The Wisconsin Historical Society has recognized two efforts in St. Croix River communities that have saved historic buildings and provided new spaces for business and the arts. The awards represent a sweep of the category by these local projects — winning both the under $1 million and over $1 million budgets slots. The projects were a restoration of a 1930s service station in Gordon and the historic auditorium in St. Croix Falls, respectively.
The annual Board of Curators Awards “recognize individuals and organizations across the state for exceptional work aligned with the Society’s mission to connect people to the past by collecting, preserving and sharing stories.”

The Board of Curators is the Wisconsin Historical Society’s governing body and includes both elected and appointed members from across the state.
“History comes to life through the dedication of those who preserve and share it,” said Christian Overland, the Ruth & Hartley Barker Director and CEO of the Wisconsin Historical Society. “The 2025 Board of Curators Award recipients have made outstanding contributions to honoring Wisconsin’s past, helping people across the state connect with the stories, places and traditions that shape our shared heritage. Their exceptional work strengthens our understanding of who we are and where we come from.”
The St. Croix Falls Civic Auditorium, built in 1916, was once the center of the town’s cultural life but had been vacant for many years, until a partnership of public and private entities took on an extensive restoration that has reopened the space to the community once again.
Lift Bridge Builders of Houlton (recently highlighted in a St. Croix 360 article about another building restoration), developer 210 Civic LLC, and numerous other partners and funders to bring the building back to life.
“The sale and renovation of the building was the culmination of a multi-decade effort, and increased intensity of that effort with the award of a Community Development Investment Grant in 2015 from the Wisconsin Economic Development Corporation (WEDC) and the fundraising efforts by the Centennial Committee,” reports the St. Croix Falls Historical Society. “From 2015 to 2022, there were some false starts with obtaining a commitment from a developer, the economy, and the Covid impact, etc, before the local investors from 210 Civic LLC emerged. The city was fortunate to have a city council unified on the objective of redeveloping the civic auditorium as a catalyst for downtown improvement, and an experienced and skilled city administrator at the time, Joel West, who worked with the WEDC to keep the grant from expiring, developed an extensive development agreement to accomplish the objectives of the various funders and parties involved, and negotiated with developers, to keep the up the project momentum.”
Funders and supporters include: Friends of the Civic Auditorium, Festival Theater, St. Croix Falls Centennial Committee, Hugh J Andersen Foundation, Andersen Corporation, Hardenbergh Foundation, Fred C. and Katherine B Anderson Foundation, Ravenholt Foundation, Studio M Architects, New History (Architects), Wisconsin Economic Development Corporation, and the City of St. Croix Falls.
The venue has been hosting concerts and other performances and events already this year, and there was a Grand Welcoming event last night.
Historian and 2025 Pine Needles Artist-in-Residence Haley Prochnow will present at the auditorium on November 13 about her research and writing on unsung local heroine Florence Baker Riegel.
In Gordon, a business owner and community members worked together to move a distinctive prefab service station built in 1939 from an undesirable location to the center of town, loving repainted and repaired it, and reopened it as an ice cream and gift shop. Owner Julie Phelps led the project with help from others, including local historian Brian Finstad. He says the station was the last of its kind still standing in the nation.
“It now stands in its third location in downtown Gordon,” Finstad wrote. “Originally a Cities Service Station, it was longest and most remembered as a Shell Station and in its later years used for snowmobile repair, as a used car lot, auto repair, and a tow truck garage before a long period of vacancy and deterioration.”
Finstad, who lived in Minneapolis for several years, said he noticed the gas station’s resemblance to the Band Box Diner in Minneapolis, which he learned was a prefab model made by Butler Manufacturing Company, the same Missouri company that had made the gas station in his hometown. Both structures were built in 1939. The owners of the building were planning to tear it down when Finstad intervened and Nelson purchased the building.
The former service station opened in the summer of 2024 as Gordon Station, with owner Julie Phelps and employees serving up cones all season. That included during Gordon’s popular Good Neighbors Days celebration, when she expected to have 10 people working all weekend.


Word for word, and without a single picture, repeat the entries.

MATERIAL TO PROCESS START

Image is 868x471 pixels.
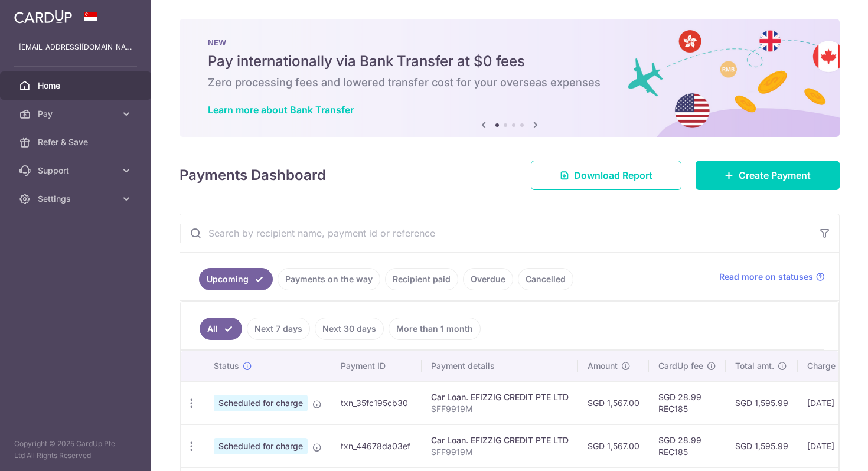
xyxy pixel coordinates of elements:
[14,10,72,24] img: CardUp
[208,52,811,71] h5: Pay internationally via Bank Transfer at $0 fees
[578,424,649,467] td: SGD 1,567.00
[331,381,421,424] td: txn_35fc195cb30
[431,392,569,403] div: Car Loan. EFIZZIG CREDIT PTE LTD
[696,161,840,190] a: Create Payment
[588,360,618,372] span: Amount
[19,41,132,53] p: [EMAIL_ADDRESS][DOMAIN_NAME]
[179,19,840,137] img: Bank transfer banner
[431,446,569,458] p: SFF9919M
[331,424,421,467] td: txn_44678da03ef
[807,360,855,372] span: Charge date
[649,381,726,424] td: SGD 28.99 REC185
[38,165,116,176] span: Support
[38,136,116,148] span: Refer & Save
[214,360,239,372] span: Status
[214,438,308,455] span: Scheduled for charge
[208,104,354,116] a: Learn more about Bank Transfer
[431,435,569,446] div: Car Loan. EFIZZIG CREDIT PTE LTD
[463,268,513,290] a: Overdue
[208,75,811,90] h6: Zero processing fees and lowered transfer cost for your overseas expenses
[719,271,813,283] span: Read more on statuses
[277,268,380,290] a: Payments on the way
[180,215,811,252] input: Search by recipient name, payment id or reference
[726,381,797,424] td: SGD 1,595.99
[200,317,242,340] a: All
[314,317,384,340] a: Next 30 days
[385,268,458,290] a: Recipient paid
[38,79,116,91] span: Home
[726,424,797,467] td: SGD 1,595.99
[531,161,681,190] a: Download Report
[421,351,578,381] th: Payment details
[199,268,273,290] a: Upcoming
[574,169,652,182] span: Download Report
[179,165,326,186] h4: Payments Dashboard
[247,317,310,340] a: Next 7 days
[739,169,811,182] span: Create Payment
[331,351,421,381] th: Payment ID
[431,403,569,415] p: SFF9919M
[578,381,649,424] td: SGD 1,567.00
[38,108,116,120] span: Pay
[214,395,308,411] span: Scheduled for charge
[735,360,774,372] span: Total amt.
[649,424,726,467] td: SGD 28.99 REC185
[658,360,703,372] span: CardUp fee
[389,317,481,340] a: More than 1 month
[719,271,825,283] a: Read more on statuses
[38,193,116,205] span: Settings
[518,268,573,290] a: Cancelled
[208,38,811,47] p: NEW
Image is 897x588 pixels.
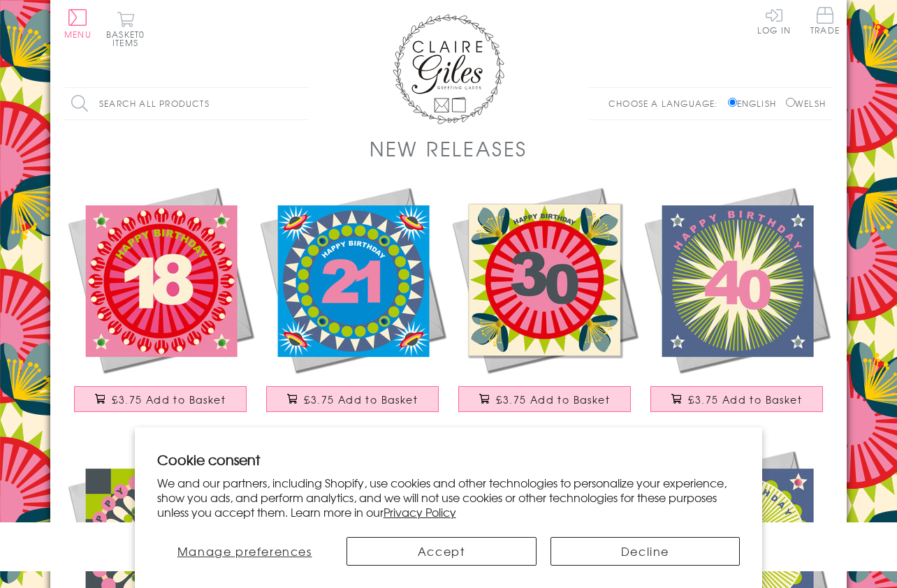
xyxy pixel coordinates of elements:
span: Trade [810,7,840,34]
a: Birthday Card, Age 18 - Pink Circle, Happy 18th Birthday, Embellished with pompoms £3.75 Add to B... [64,184,256,426]
button: £3.75 Add to Basket [74,387,247,412]
button: Basket0 items [106,11,145,47]
span: £3.75 Add to Basket [496,393,610,406]
input: Search all products [64,88,309,120]
a: Birthday Card, Age 40 - Starburst, Happy 40th Birthday, Embellished with pompoms £3.75 Add to Basket [641,184,833,426]
p: Choose a language: [609,97,725,110]
button: £3.75 Add to Basket [266,387,439,412]
input: English [728,98,737,107]
label: English [728,97,783,110]
a: Trade [810,7,840,37]
h1: New Releases [369,134,528,163]
img: Birthday Card, Age 30 - Flowers, Happy 30th Birthday, Embellished with pompoms [448,184,641,376]
a: Birthday Card, Age 21 - Blue Circle, Happy 21st Birthday, Embellished with pompoms £3.75 Add to B... [256,184,448,426]
span: Menu [64,28,92,41]
img: Birthday Card, Age 21 - Blue Circle, Happy 21st Birthday, Embellished with pompoms [256,184,448,376]
img: Claire Giles Greetings Cards [393,14,505,125]
button: Decline [550,537,740,566]
a: Log In [757,7,791,34]
button: £3.75 Add to Basket [458,387,631,412]
button: £3.75 Add to Basket [651,387,824,412]
img: Birthday Card, Age 40 - Starburst, Happy 40th Birthday, Embellished with pompoms [641,184,833,376]
p: We and our partners, including Shopify, use cookies and other technologies to personalize your ex... [157,476,740,519]
a: Birthday Card, Age 30 - Flowers, Happy 30th Birthday, Embellished with pompoms £3.75 Add to Basket [448,184,641,426]
button: Accept [347,537,537,566]
button: Menu [64,9,92,38]
input: Welsh [786,98,795,107]
button: Manage preferences [157,537,332,566]
h2: Cookie consent [157,450,740,470]
span: £3.75 Add to Basket [304,393,418,406]
input: Search [295,88,309,120]
img: Birthday Card, Age 18 - Pink Circle, Happy 18th Birthday, Embellished with pompoms [64,184,256,376]
span: Manage preferences [177,543,313,560]
span: 0 items [112,28,145,49]
label: Welsh [786,97,826,110]
span: £3.75 Add to Basket [112,393,226,406]
a: Privacy Policy [384,504,456,520]
span: £3.75 Add to Basket [688,393,802,406]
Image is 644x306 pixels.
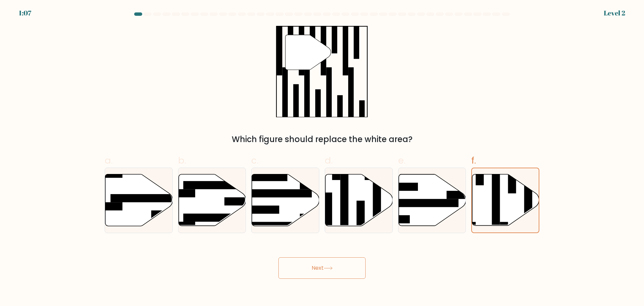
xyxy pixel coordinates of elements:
[109,133,535,145] div: Which figure should replace the white area?
[471,154,476,167] span: f.
[324,154,332,167] span: d.
[398,154,406,167] span: e.
[279,258,365,279] button: Next
[105,154,113,167] span: a.
[19,8,31,18] div: 1:07
[604,8,625,18] div: Level 2
[178,154,186,167] span: b.
[251,154,259,167] span: c.
[285,35,331,70] g: "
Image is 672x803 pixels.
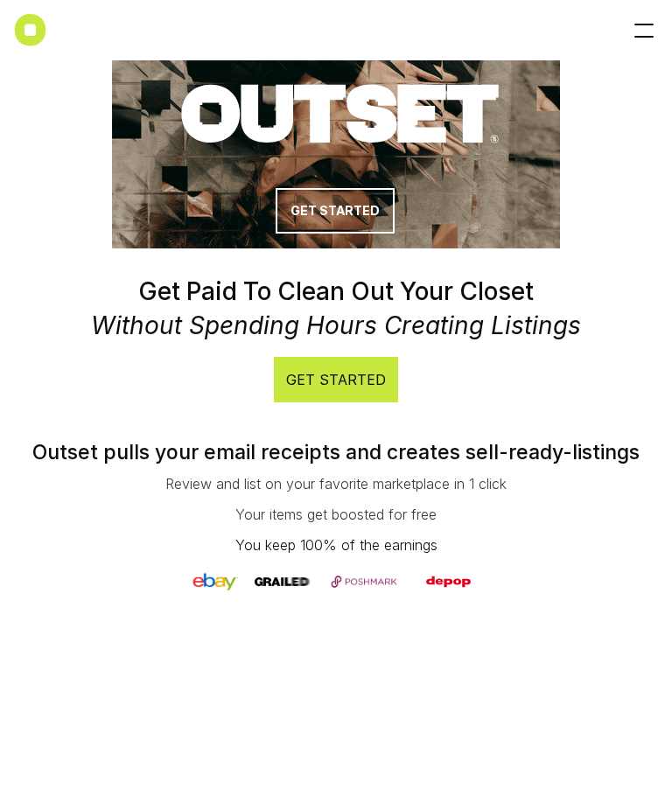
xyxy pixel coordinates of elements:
h1: Outset pulls your email receipts and creates sell-ready-listings [32,438,640,467]
p: GET STARTED [286,370,386,389]
span: Get Paid To Clean Out Your Closet [138,276,534,306]
h3: Your items get boosted for free [32,507,640,524]
h3: You keep 100% of the earnings [32,538,640,555]
a: GET STARTED [276,188,395,234]
h3: Review and list on your favorite marketplace in 1 click [32,477,640,494]
h2: Without Spending Hours Creating Listings [28,275,644,343]
a: GET STARTED [274,357,398,403]
p: GET STARTED [290,204,380,219]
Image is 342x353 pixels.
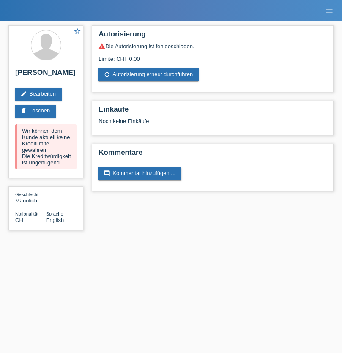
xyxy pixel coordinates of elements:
div: Noch keine Einkäufe [99,118,327,131]
a: refreshAutorisierung erneut durchführen [99,69,199,81]
div: Wir können dem Kunde aktuell keine Kreditlimite gewähren. Die Kreditwürdigkeit ist ungenügend. [15,124,77,169]
div: Männlich [15,191,46,204]
a: editBearbeiten [15,88,62,101]
span: Sprache [46,212,63,217]
span: Geschlecht [15,192,39,197]
span: Nationalität [15,212,39,217]
h2: [PERSON_NAME] [15,69,77,81]
i: warning [99,43,105,50]
span: English [46,217,64,223]
i: menu [325,7,334,15]
a: deleteLöschen [15,105,56,118]
div: Limite: CHF 0.00 [99,50,327,62]
i: comment [104,170,110,177]
div: Die Autorisierung ist fehlgeschlagen. [99,43,327,50]
i: delete [20,107,27,114]
i: edit [20,91,27,97]
i: star_border [74,28,81,35]
a: menu [321,8,338,13]
h2: Autorisierung [99,30,327,43]
span: Schweiz [15,217,23,223]
i: refresh [104,71,110,78]
h2: Einkäufe [99,105,327,118]
a: star_border [74,28,81,36]
a: commentKommentar hinzufügen ... [99,168,182,180]
h2: Kommentare [99,149,327,161]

MATERIAL TO PROCESS END

* [ANSWER TO THIS TASK]:
Image is 868x471 pixels.
xyxy pixel coordinates of elements:
[14,10,72,24] img: CardUp
[208,52,811,71] h5: Pay internationally via Bank Transfer at $0 fees
[578,424,649,467] td: SGD 1,567.00
[331,381,421,424] td: txn_35fc195cb30
[431,392,569,403] div: Car Loan. EFIZZIG CREDIT PTE LTD
[696,161,840,190] a: Create Payment
[588,360,618,372] span: Amount
[19,41,132,53] p: [EMAIL_ADDRESS][DOMAIN_NAME]
[179,19,840,137] img: Bank transfer banner
[431,446,569,458] p: SFF9919M
[331,424,421,467] td: txn_44678da03ef
[807,360,855,372] span: Charge date
[649,381,726,424] td: SGD 28.99 REC185
[38,165,116,176] span: Support
[38,136,116,148] span: Refer & Save
[214,360,239,372] span: Status
[214,438,308,455] span: Scheduled for charge
[208,104,354,116] a: Learn more about Bank Transfer
[431,435,569,446] div: Car Loan. EFIZZIG CREDIT PTE LTD
[463,268,513,290] a: Overdue
[208,75,811,90] h6: Zero processing fees and lowered transfer cost for your overseas expenses
[719,271,813,283] span: Read more on statuses
[277,268,380,290] a: Payments on the way
[180,215,811,252] input: Search by recipient name, payment id or reference
[726,381,797,424] td: SGD 1,595.99
[200,317,242,340] a: All
[314,317,384,340] a: Next 30 days
[385,268,458,290] a: Recipient paid
[38,79,116,91] span: Home
[726,424,797,467] td: SGD 1,595.99
[531,161,681,190] a: Download Report
[421,351,578,381] th: Payment details
[199,268,273,290] a: Upcoming
[574,169,652,182] span: Download Report
[179,165,326,186] h4: Payments Dashboard
[247,317,310,340] a: Next 7 days
[739,169,811,182] span: Create Payment
[331,351,421,381] th: Payment ID
[431,403,569,415] p: SFF9919M
[578,381,649,424] td: SGD 1,567.00
[38,108,116,120] span: Pay
[214,395,308,411] span: Scheduled for charge
[735,360,774,372] span: Total amt.
[649,424,726,467] td: SGD 28.99 REC185
[658,360,703,372] span: CardUp fee
[389,317,481,340] a: More than 1 month
[719,271,825,283] a: Read more on statuses
[38,193,116,205] span: Settings
[518,268,573,290] a: Cancelled
[208,38,811,47] p: NEW
Image is 897x588 pixels.
xyxy pixel coordinates of elements:
span: Trade [810,7,840,34]
a: Birthday Card, Age 18 - Pink Circle, Happy 18th Birthday, Embellished with pompoms £3.75 Add to B... [64,184,256,426]
button: £3.75 Add to Basket [74,387,247,412]
button: Basket0 items [106,11,145,47]
span: £3.75 Add to Basket [496,393,610,406]
input: Search all products [64,88,309,120]
a: Birthday Card, Age 40 - Starburst, Happy 40th Birthday, Embellished with pompoms £3.75 Add to Basket [641,184,833,426]
p: Choose a language: [609,97,725,110]
button: £3.75 Add to Basket [266,387,439,412]
input: English [728,98,737,107]
label: English [728,97,783,110]
a: Trade [810,7,840,37]
h1: New Releases [369,134,528,163]
img: Birthday Card, Age 30 - Flowers, Happy 30th Birthday, Embellished with pompoms [448,184,641,376]
a: Birthday Card, Age 21 - Blue Circle, Happy 21st Birthday, Embellished with pompoms £3.75 Add to B... [256,184,448,426]
span: Menu [64,28,92,41]
img: Birthday Card, Age 21 - Blue Circle, Happy 21st Birthday, Embellished with pompoms [256,184,448,376]
img: Claire Giles Greetings Cards [393,14,505,125]
button: Decline [550,537,740,566]
a: Log In [757,7,791,34]
button: £3.75 Add to Basket [458,387,631,412]
button: £3.75 Add to Basket [651,387,824,412]
img: Birthday Card, Age 40 - Starburst, Happy 40th Birthday, Embellished with pompoms [641,184,833,376]
p: We and our partners, including Shopify, use cookies and other technologies to personalize your ex... [157,476,740,519]
a: Birthday Card, Age 30 - Flowers, Happy 30th Birthday, Embellished with pompoms £3.75 Add to Basket [448,184,641,426]
button: Accept [347,537,537,566]
button: Menu [64,9,92,38]
input: Welsh [786,98,795,107]
button: Manage preferences [157,537,332,566]
h2: Cookie consent [157,450,740,470]
span: £3.75 Add to Basket [304,393,418,406]
input: Search [295,88,309,120]
img: Birthday Card, Age 18 - Pink Circle, Happy 18th Birthday, Embellished with pompoms [64,184,256,376]
span: Manage preferences [177,543,313,560]
span: 0 items [112,28,145,49]
label: Welsh [786,97,826,110]
span: £3.75 Add to Basket [112,393,226,406]
a: Privacy Policy [384,504,456,520]
span: £3.75 Add to Basket [688,393,802,406]
Image is 644x306 pixels.
xyxy pixel coordinates of elements:
[109,133,535,145] div: Which figure should replace the white area?
[471,154,476,167] span: f.
[324,154,332,167] span: d.
[398,154,406,167] span: e.
[279,258,365,279] button: Next
[105,154,113,167] span: a.
[19,8,31,18] div: 1:07
[604,8,625,18] div: Level 2
[178,154,186,167] span: b.
[251,154,259,167] span: c.
[285,35,331,70] g: "
Image is 672x803 pixels.
xyxy pixel coordinates of elements:
h1: Outset pulls your email receipts and creates sell-ready-listings [32,438,640,467]
p: GET STARTED [286,370,386,389]
span: Get Paid To Clean Out Your Closet [138,276,534,306]
h3: Your items get boosted for free [32,507,640,524]
h3: You keep 100% of the earnings [32,538,640,555]
a: GET STARTED [276,188,395,234]
h3: Review and list on your favorite marketplace in 1 click [32,477,640,494]
h2: Without Spending Hours Creating Listings [28,275,644,343]
a: GET STARTED [274,357,398,403]
p: GET STARTED [290,204,380,219]
Image is 342x353 pixels.
xyxy pixel coordinates of elements:
div: Noch keine Einkäufe [99,118,327,131]
a: refreshAutorisierung erneut durchführen [99,69,199,81]
div: Wir können dem Kunde aktuell keine Kreditlimite gewähren. Die Kreditwürdigkeit ist ungenügend. [15,124,77,169]
div: Männlich [15,191,46,204]
a: editBearbeiten [15,88,62,101]
span: Sprache [46,212,63,217]
span: Geschlecht [15,192,39,197]
span: Nationalität [15,212,39,217]
h2: [PERSON_NAME] [15,69,77,81]
i: warning [99,43,105,50]
span: English [46,217,64,223]
i: menu [325,7,334,15]
a: deleteLöschen [15,105,56,118]
div: Limite: CHF 0.00 [99,50,327,62]
i: comment [104,170,110,177]
div: Die Autorisierung ist fehlgeschlagen. [99,43,327,50]
i: delete [20,107,27,114]
i: edit [20,91,27,97]
i: star_border [74,28,81,35]
a: menu [321,8,338,13]
h2: Autorisierung [99,30,327,43]
span: Schweiz [15,217,23,223]
i: refresh [104,71,110,78]
h2: Einkäufe [99,105,327,118]
a: star_border [74,28,81,36]
a: commentKommentar hinzufügen ... [99,168,182,180]
h2: Kommentare [99,149,327,161]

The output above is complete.